The problem with the broken window fallacy, or applying it in this case, is that it doesn't take into account the unwillingness to spend/invest in a down economy. If, in the parable, the guy who pays to have his window repaired wasn't going to do anything with his money without being forced into it, then his broken window does actually benefit the economy in that it induced him to start spending.
You won't hear this from the von Mises crowd, but there's a lot of data that suggests that government spending can actually help pull an economy out of a recession.
Now, if you'll excuse me, I have to go wash the stink of macroeconomics off of me.

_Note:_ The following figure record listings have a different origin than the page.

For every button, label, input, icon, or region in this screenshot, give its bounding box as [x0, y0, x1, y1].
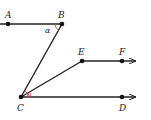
point-a [6, 22, 11, 27]
label-b: B [57, 10, 65, 20]
segment-bc [21, 24, 62, 97]
point-f [120, 59, 125, 64]
label-a: A [4, 10, 12, 20]
point-b [60, 22, 65, 27]
segment-ce [21, 61, 82, 97]
geometry-diagram: A B C D E F α [0, 0, 151, 120]
point-c [19, 95, 24, 100]
label-c: C [17, 103, 24, 113]
point-d [120, 95, 125, 100]
angle-arc-alpha [55, 24, 59, 30]
label-d: D [118, 103, 126, 113]
label-alpha: α [45, 26, 51, 35]
label-f: F [118, 47, 126, 57]
point-e [80, 59, 85, 64]
label-e: E [77, 47, 85, 57]
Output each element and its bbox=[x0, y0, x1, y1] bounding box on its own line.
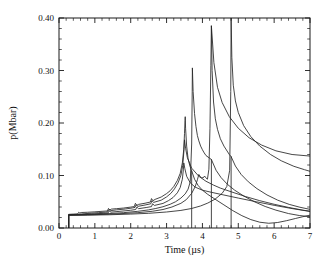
curve-7 bbox=[211, 26, 310, 156]
figure-container: 012345670.000.100.200.300.40 Time (µs) p… bbox=[0, 0, 327, 277]
y-tick-label: 0.00 bbox=[38, 223, 54, 233]
data-curves bbox=[69, 18, 310, 228]
y-axis-label: p(Mbar) bbox=[7, 106, 19, 139]
x-tick-label: 4 bbox=[200, 231, 205, 241]
x-tick-label: 7 bbox=[308, 231, 313, 241]
axes: 012345670.000.100.200.300.40 bbox=[38, 13, 313, 241]
curve-10 bbox=[231, 157, 310, 210]
y-tick-label: 0.10 bbox=[38, 171, 54, 181]
x-tick-label: 3 bbox=[164, 231, 169, 241]
curve-8 bbox=[192, 171, 310, 224]
x-tick-label: 6 bbox=[272, 231, 277, 241]
y-tick-label: 0.40 bbox=[38, 13, 54, 23]
pressure-history-chart: 012345670.000.100.200.300.40 Time (µs) p… bbox=[0, 0, 327, 277]
x-tick-label: 2 bbox=[128, 231, 133, 241]
x-tick-label: 0 bbox=[57, 231, 62, 241]
x-axis-label: Time (µs) bbox=[165, 244, 205, 256]
y-tick-label: 0.30 bbox=[38, 66, 54, 76]
y-tick-label: 0.20 bbox=[38, 118, 54, 128]
curve-5 bbox=[69, 26, 231, 228]
x-tick-label: 1 bbox=[93, 231, 98, 241]
x-tick-label: 5 bbox=[236, 231, 241, 241]
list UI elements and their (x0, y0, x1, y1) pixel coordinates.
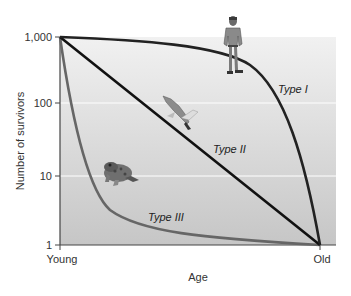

Hah! Thanks Aaron. Well my problem is that I HAVE been reading hard core Austrians--but I need to get my mainstream economics education knowledge improved simultaneously (I like Greg Mankiw's blog and he's at least conservative/mainstream.) Anyway, I know this still gets debated by people a lot smarter than I am so there isn't an easy answer. I get the whole "boost aggregate demand" argument for short term downturns--but hasn't the govt. been attempting this ad nauseum by expanding the monetary supply and running deficits over the last decade (or longer)? Isn't that what Japan has been trying to do, unsuccessfully, over the last two decades with lots of QE and monetary stimulus? I know in the long run we're all dead but when do we admit that a decade or two of crappy, bubble growth is no longer the short run and we've run out of options in the Keynesian tool kit?